[DATA SECTION — start]
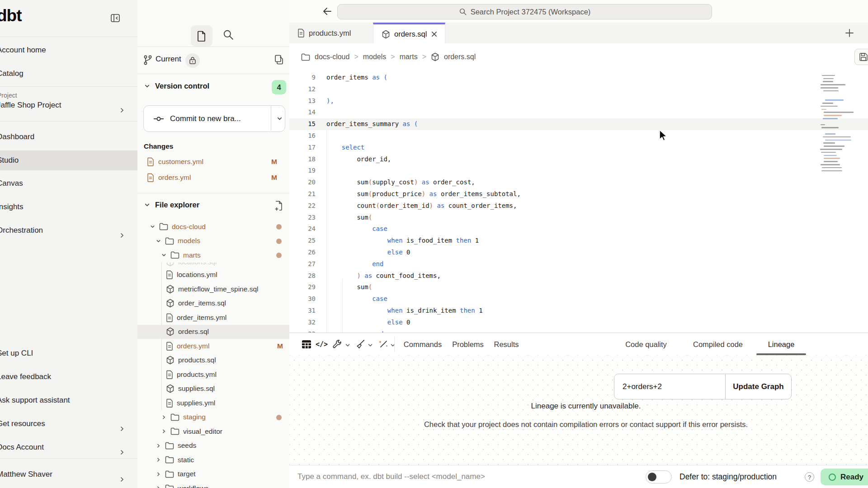 The image size is (868, 488). What do you see at coordinates (375, 57) in the screenshot?
I see `breadcrumb-item: models` at bounding box center [375, 57].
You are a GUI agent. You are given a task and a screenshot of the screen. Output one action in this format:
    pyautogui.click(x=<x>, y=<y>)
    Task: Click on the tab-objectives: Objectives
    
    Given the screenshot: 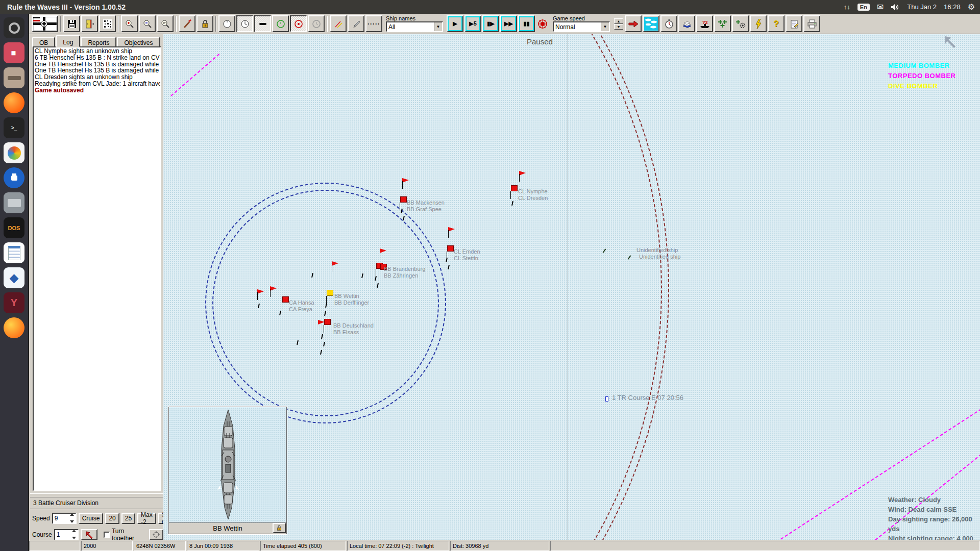 What is the action you would take?
    pyautogui.click(x=138, y=42)
    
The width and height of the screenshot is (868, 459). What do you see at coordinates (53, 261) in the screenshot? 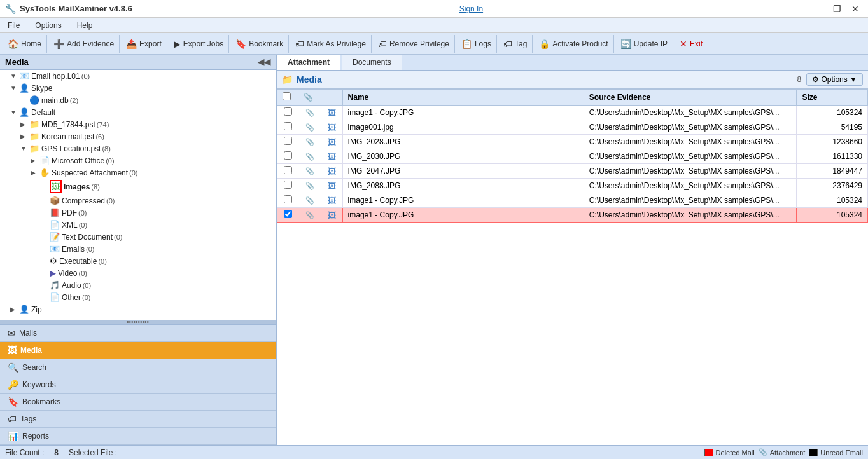
I see `executable-icon: ⚙` at bounding box center [53, 261].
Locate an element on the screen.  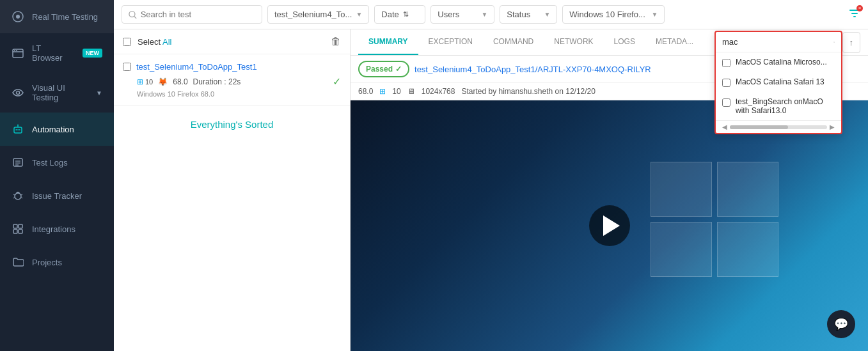
toolbar: test_Selenium4_To... ▼ Date ⇅ Users ▼ St… is located at coordinates (491, 15).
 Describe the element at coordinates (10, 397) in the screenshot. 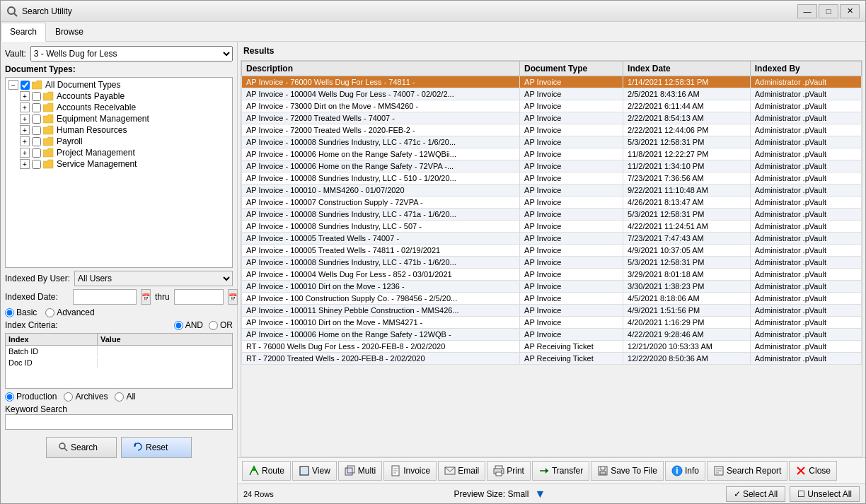

I see `production-radio` at that location.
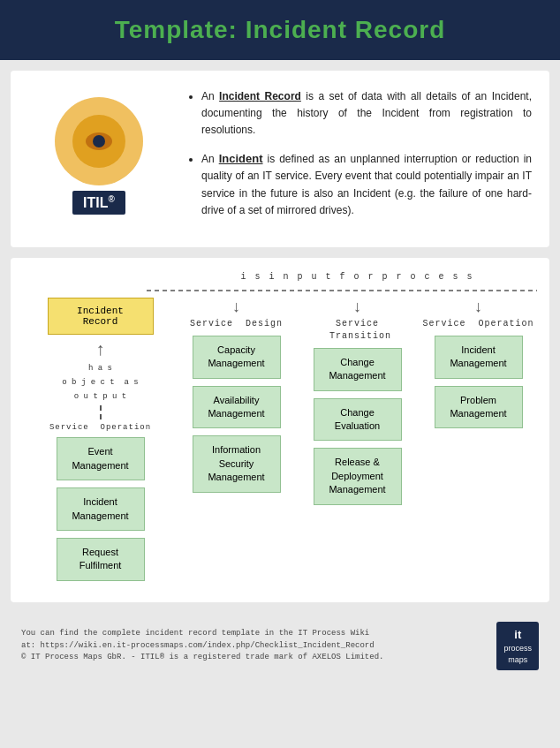  Describe the element at coordinates (100, 383) in the screenshot. I see `has-object-label: h a so b j e c t a so u t p u t` at that location.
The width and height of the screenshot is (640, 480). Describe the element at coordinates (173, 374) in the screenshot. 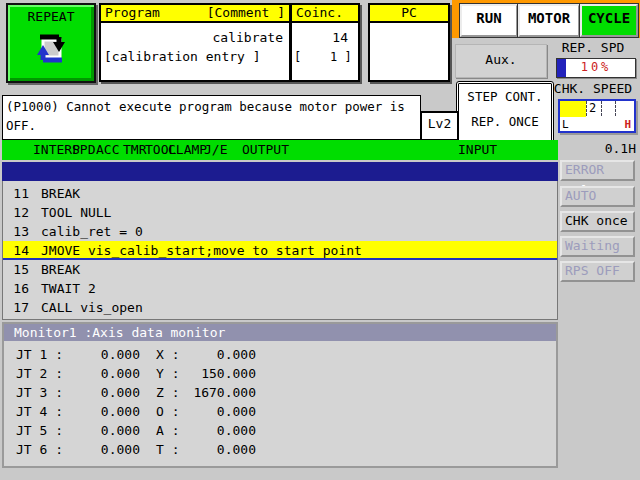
[DATA SECTION — finish]
Transcribe the span of lines that runs from the line with "Locate an element on the screen." to the end of the data, both ends included, exactly, with nothing else and no pictures.

- [RESULT FOR THIS EXERCISE]
Locate an element on the screen.  
toolbar: test_Selenium4_To... ▼ Date ⇅ Users ▼ St… is located at coordinates (491, 15).
 Describe the element at coordinates (10, 397) in the screenshot. 

I see `production-radio` at that location.
  Describe the element at coordinates (100, 383) in the screenshot. I see `has-object-label: h a so b j e c t a so u t p u t` at that location.
The width and height of the screenshot is (640, 480). Describe the element at coordinates (173, 374) in the screenshot. 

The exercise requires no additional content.